TGIF is hosted by Ginger at Greads. It’s about answering/asking our readers a random book related question. The question posted by Ginger today is…
Banned Books: How do you feel about the censorship of the freedom to read? Do you think the education system needs to be more strict on what children are exposed to in books?
This week’s question is in recognition of Banned Books Week, “an annual event celebrating the freedom to read and the importance of the First Amendment. Held during the last week of September, Banned Books Week highlights the benefits of free and open access to information while drawing attention to the harms of censorship by spotlighting actual or attempted bannings of books across the United States.” – taken from the ALA website.
I think it’s hardest dealing with this issue as a librarian in a school. I’ve dealt with censorship on a personal level…not just the idea of it in theory. People don’t realize how hard librarians fight to keep books and information available to today’s students. And also, how hard we fight to get students to even look at the information we’re fighting to hard to keep in our libraries for them!
As a side note just recently this year my school bought a class set of The Perks of Being a Wallflower.
After the teacher who had the book slated for her class looked into the book further they realized that it was not a book the teacher wished to teach in their class.
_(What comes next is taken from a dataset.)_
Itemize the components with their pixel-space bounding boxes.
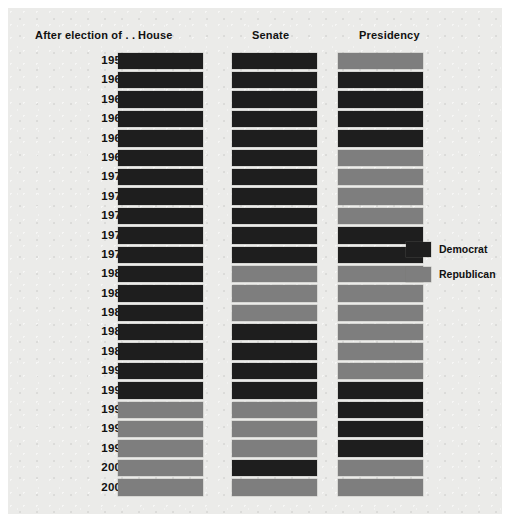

This is not censorship…It’s personal preference as to what a teacher wishes to teach in a classroom. The Perks of Being a Wallflower didn’t teach the teacher’s literary elements any better than the book the teacher eventually went with.
I had a school administrator take the book out of the hidden box of these books in my library. True, I was eventually planning on putting a few copies on my shelf…then returning the other 38 books. But without asking this administrator took the book, read it, and in a meeting with myself and my principal declared that he wouldn’t put this book within 10 feet of our students.
This is censorship.
In a moment of fate, not 24 hours after this meeting I had a student approach me. This student said she had just finished the most amazing book, had I ever read it? She was dying to read more books like it…
What book you ask?
Why, it was The Perks of Being a Wallflower…This student connected with this book more than any other she’d ever read. It made her ravenous for more books like it.
I could go into the theories of why young adults like certain types of literature. The developmental path of their brains, their logic, and their emotions. I’ve taken graduate level classes on this type of stuff you know…Librarians don’t just judge their books by the covers 😉
In the end, backed by science or not, it is my student’s reaction to the book that proves we can’t censor our books or our information. To do so is not only dangerous…my heart hurts with the idea that one person feels as though they can dictate what another person should or should not enjoy, should or should not read. It makes my blood pressure rise like none other. It makes this Librarian angry…
My own personal mantra is the following:
“Some people read for windows, some people read for doors”
Given the twists and turns all of our lives take, I’m not about to judge your life by banning a book that either reflects your own, or gives you escape from it.